News tagged:

East Asia

  • Exhibition: Ilya and Emilia Kabakov: The Dream City (Power Station of Art, Shanghai; 8 August – 6 December)

    http://www.powerstationofart.com/en/exhibition/detail/4dderx.html

    For more information, see here

    Curator: Jean-Hubert Martin

    The exhibition Ilya and Emilia Kabakov: The Dream City is the largest installation by the famous Russian artist couple to date.
    Ilya and Emilia Kabakov: The Dream City, a long-term art project by Ilya and Emilia Kabakov, is the summary of their life-time philosophy of art. PSA will present the following works: Manas, Fallen Angel, Dark Chapel, the Gates, 20 ways to get an apple listening the music of Mozart and Empty Museum. Combining various art forms such as architecture, lighting, sound, painting, urban planning, etc., the artworks of the Kabakovs invite the audiences to enter the maze of an imaginary world and lose themselves to the strength of art.

    Commenting on the installation, Emilia Kabakov said: “Some years ago, someone asked us if we thought that art could influence politics. We answered no. Our opinion has not changed, but during all these years, we have worked with ideas based around the imaginary and utopia. We sincerely believe that art, which occupies an important place in our culture, can change the way we think, dream and act. It can change the way we live. This time, we would like to create more than an installation; we would like to conceive something very different. Constructing The Dream City is to insist on the experience rather than on the form of a project; it is to ask you to slow down in your real life, to call on your emotions, your senses and your memories. We invite you to come to the Power Station of Art to enter The Dream City, a fantastic space born of a collective imagination, and to think and reflect about art, culture, the daily life and our present and our future.”

    Jean-Hubert Martin, the curator of the exhibition, explains: “With spectacular and mysterious atmospheres, the journey through The Dream City is like a great, epic tale. We are invited to address men’s aspirations, their pursuit of transcendence and philosophy. The metaphor for life and its mystery is communicated through the senses.” Ilya and Emilia Kabakov evoke images of progress, science and man’s evolution that have had disastrous consequences. Through spectacular installations permeated with humor and poetry, they have set up a catalogue of ideas over the years, showing how mankind has tenaciously pursued achievements that are more or less useless.

  • CFP: 'The Other and the Foreign' Session at CIHA (Beijing; September 15-22, 2016)
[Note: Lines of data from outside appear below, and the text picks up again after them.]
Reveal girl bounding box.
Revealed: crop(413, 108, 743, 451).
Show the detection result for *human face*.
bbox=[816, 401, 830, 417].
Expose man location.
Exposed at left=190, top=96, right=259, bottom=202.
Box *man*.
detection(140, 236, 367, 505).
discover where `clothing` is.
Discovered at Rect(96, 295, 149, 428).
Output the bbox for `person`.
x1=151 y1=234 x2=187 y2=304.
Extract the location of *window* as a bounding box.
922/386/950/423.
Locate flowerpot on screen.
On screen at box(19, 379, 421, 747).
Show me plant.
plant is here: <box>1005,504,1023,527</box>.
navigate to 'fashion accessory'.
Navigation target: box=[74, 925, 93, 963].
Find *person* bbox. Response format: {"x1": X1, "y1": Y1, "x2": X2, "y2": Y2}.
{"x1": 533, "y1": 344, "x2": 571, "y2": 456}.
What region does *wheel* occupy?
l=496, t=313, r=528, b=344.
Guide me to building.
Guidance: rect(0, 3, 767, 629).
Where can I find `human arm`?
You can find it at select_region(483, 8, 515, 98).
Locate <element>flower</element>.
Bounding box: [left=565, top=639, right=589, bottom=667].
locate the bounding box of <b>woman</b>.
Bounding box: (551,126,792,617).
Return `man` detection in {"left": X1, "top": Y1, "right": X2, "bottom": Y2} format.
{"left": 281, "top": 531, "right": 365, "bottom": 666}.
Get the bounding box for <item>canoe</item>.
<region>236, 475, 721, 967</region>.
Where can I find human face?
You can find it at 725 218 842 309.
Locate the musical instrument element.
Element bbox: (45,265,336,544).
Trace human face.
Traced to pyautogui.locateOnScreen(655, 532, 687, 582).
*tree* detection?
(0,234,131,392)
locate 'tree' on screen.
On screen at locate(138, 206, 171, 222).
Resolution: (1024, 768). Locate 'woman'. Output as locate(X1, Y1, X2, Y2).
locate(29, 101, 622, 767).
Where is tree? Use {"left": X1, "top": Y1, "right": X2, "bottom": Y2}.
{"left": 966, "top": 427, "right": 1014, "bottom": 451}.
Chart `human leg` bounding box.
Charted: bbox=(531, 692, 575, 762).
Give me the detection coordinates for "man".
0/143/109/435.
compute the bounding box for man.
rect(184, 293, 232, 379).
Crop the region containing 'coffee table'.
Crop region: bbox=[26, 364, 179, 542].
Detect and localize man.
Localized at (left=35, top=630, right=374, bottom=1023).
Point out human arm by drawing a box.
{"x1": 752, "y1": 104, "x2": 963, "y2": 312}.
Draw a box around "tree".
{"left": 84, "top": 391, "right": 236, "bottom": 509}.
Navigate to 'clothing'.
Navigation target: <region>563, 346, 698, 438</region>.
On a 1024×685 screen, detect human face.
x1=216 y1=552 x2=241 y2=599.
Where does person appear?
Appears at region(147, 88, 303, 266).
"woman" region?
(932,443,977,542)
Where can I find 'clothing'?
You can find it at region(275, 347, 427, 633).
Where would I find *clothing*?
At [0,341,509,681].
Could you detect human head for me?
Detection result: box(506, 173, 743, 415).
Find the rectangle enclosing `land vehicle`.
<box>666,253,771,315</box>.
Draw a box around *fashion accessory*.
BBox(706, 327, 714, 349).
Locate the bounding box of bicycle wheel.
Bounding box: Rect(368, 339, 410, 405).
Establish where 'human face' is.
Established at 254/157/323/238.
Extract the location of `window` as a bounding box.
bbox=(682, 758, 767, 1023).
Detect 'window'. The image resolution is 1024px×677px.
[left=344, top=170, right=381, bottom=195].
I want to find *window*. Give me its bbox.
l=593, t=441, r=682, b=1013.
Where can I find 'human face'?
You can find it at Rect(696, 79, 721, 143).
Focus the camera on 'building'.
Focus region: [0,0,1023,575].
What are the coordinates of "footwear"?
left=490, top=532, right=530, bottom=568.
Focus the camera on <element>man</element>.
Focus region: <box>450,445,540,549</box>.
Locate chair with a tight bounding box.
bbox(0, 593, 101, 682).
    Beijing, September 15 - 22, 2016
    Deadline: Jun 30, 2015

    Call for proposals, Session 14 of the 34TH Congress of CIHA (Beijing, 15-22 Sept 16): The Other and the Foreign: Contact, Curiosity, and Creative Exchange

    Chairs of the Session: Petra CHU, Seton Hall University, New Jersey, US; DING Ning, Peking University,Beijing,China; LIANG Shuhan (Junior Chair), Peking Univeristy, Beijing,China

    Respondent: Jennifer MILAM, Sydney University

    This session is concerned with the representation of the ‘other’ and the ‘foreign’ in art as well as with the reception of ‘other’ and ‘foreign’ art forms. It acknowledges that, in a global world, the notion of ‘othering’ is not restricted to the geographically or ethnically distant (‘foreign’), but occurs within one’s own (geographically defined) culture between different social classes, genders, age groups, and religious affiliations. More generally, the session focuses on the phenomenon of artistic encounter and exchange.
    While its parameters are worldwide, papers on all topics related to the ‘other’/’foreign’ are solicited in as far as they pertain to the creation and reception of art and/or the transmission of creative ideas. Papers on the contacts between specific regions or the role and place of individual artists in the process of artistic exchange are welcomed.

    Questions to be addressed may include but are not limited to the following:

    • Can we distinguish universal paradigms for the ways in which ‘the other’ is represented in art, globally?
    • In the global history of art, how have animals been used as devices for ‘othering’, not solely as subject matter, but as a means through which artists and their audiences engage with the nature of self-/other relationships?
    • How can we improve our theoretical models of the reception of foreign and, more generally, ‘other’ art?
    • Are there degrees of ‘otherness,’ and if so, can we measure them? Can a work produced within one’s own (geographically defined) culture be just as ‘other’ as, or more so than, a work produced in a ‘foreign’ culture?
    • How can we theorize ‘artistic exchange?’
    • How do we define ‘hybridity’ in art? Is more than one definition possible?
    • What is the relation/difference between exchanges between cultural centers and those that happen at peripheries, specifically in connection with ‘hybrid’ art forms?
    • To what extent can artistic differences and sameness be accounted for through geography?

    Please submit a one-page (max 400 word) abstract of your paper for this session to the chairs, together with a one-page resume, by June 30, 2015.